The data shown below were compiled from readership statistics for 146 Mendeley readers of this research output. Click here to see the associated Mendeley record.

Geographical breakdown

Country Count As %
Unknown 146 100%

Demographic breakdown

Readers by professional status Count As %
Student > Master 21 14%
Researcher 15 10%
Other 14 10%
Student > Bachelor 12 8%
Student > Ph. D. Student 12 8%
Other 23 16%
Unknown 49 34%
Readers by discipline Count As %
Medicine and Dentistry 44 30%
Nursing and Health Professions 10 7%
Agricultural and Biological Sciences 6 4%
Neuroscience 6 4%
Biochemistry, Genetics and Molecular Biology 5 3%
Other 24 16%
Unknown 51 35%
Attention Score in Context

Attention Score in Context

This research output has an Altmetric Attention Score of 3. This is our high-level measure of the quality and quantity of online attention that it has received.
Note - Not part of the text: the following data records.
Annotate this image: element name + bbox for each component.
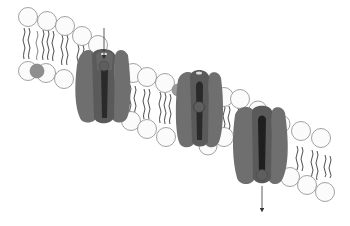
- ion: [257, 170, 268, 181]
- ion-channel-1: [75, 49, 130, 123]
- ion-channel-2: [176, 70, 223, 147]
- ion: [194, 102, 205, 113]
- ion: [99, 61, 109, 71]
- membrane-diagram: [0, 0, 350, 226]
- variant-lipid-head: [30, 64, 44, 78]
- ion-channel-3: [233, 106, 288, 184]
This Attention Score, as well as the ranking and number of research outputs shown below, was calculated when the research output was last mentioned on 19 October 2016.
All research outputs
#13,294,972
of 23,942,830 outputs
Outputs from BMC Urology
#300
of 783 outputs
Outputs of similar age
#123,552
of 272,654 outputs
Outputs of similar age from BMC Urology
#4
of 8 outputs
Altmetric has tracked 23,942,830 research outputs across all sources so far. This one is in the 44th percentile – i.e., 44% of other outputs scored the same or lower than it.
So far Altmetric has tracked 783 research outputs from this source. They typically receive a little more attention than average, with a mean Attention Score of 5.5. This one has gotten more attention than average, scoring higher than 61% of its peers.
Older research outputs will score higher simply because they've had more time to accumulate mentions. To account for age we can compare this Altmetric Attention Score to the 272,654 tracked outputs that were published within six weeks on either side of this one in any source. This one has gotten more attention than average, scoring higher than 54% of its contemporaries.
We're also able to compare this research output to 8 others from the same source and published within six weeks on either side of this one. This one has scored higher than 4 of them.